GLAD TO SEE YOU AGAIN – Thimphu eye team brings light to the Layap vision-challenged |
30 September, 2008 – For eight years Kinley Om lived in the dark, deprived of her vision and unaware of the dramatic changes taking place around her.
She is 73 years old and lives in Laya. At an altitude of about 4000 metres above sea level, Laya is one of the coldest places on earth. It is a five-day walk from the nearest road.
Laya embodies the mammoth task Bhutan faces in taking services to remote areas. That difficulty is symbolised in the form of Kinley Om, who has been blind for eight years and, given the distance and her age, had given up hope of ever seeing again. She had though prayed to god.
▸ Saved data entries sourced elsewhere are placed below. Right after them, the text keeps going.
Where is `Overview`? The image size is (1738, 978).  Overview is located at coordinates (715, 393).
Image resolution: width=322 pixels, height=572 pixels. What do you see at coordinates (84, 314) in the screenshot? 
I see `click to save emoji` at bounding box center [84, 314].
Recently, an eye team from Thimphu referral hospital went to Laya and operated on Kinley Om. She was among 17 Layaps who received surgical treatment. This number included 11 cataract cases, with Kinley Om being the most difficult patient. A few months before, six sturdy men had tried to take Kinley to an eye camp in Punakha, but the makeshift stretcher, on which she was being carried, gave way and she had to be brought back to Laya.
It was tough convincing rural Layaps on the benefits of an eye operation. The eye team had done Damji, Gasa before coming to Laya and they expected some problems. Next day, after the surgery, Layaps gathered near the BHU to see the result. Kinley Om was the centre of attraction. “I’ve never felt such anxiety when I removed the bandage from Kinley’s eyes,” said Dr. Bhim Bahadur Rai, Thimphu hospital’s ophthalmologist and the team leader.
There was pindrop silence as people looked on. The bandages were removed but Kinley was instructed to keep her eye closed. A few minutes passed and she was told to open her eyes. The eye team could not find words to describe the jubilation that followed. Emotion engulfed everyone and there were tears of joy for Kinley Om could see. The operation had been successful.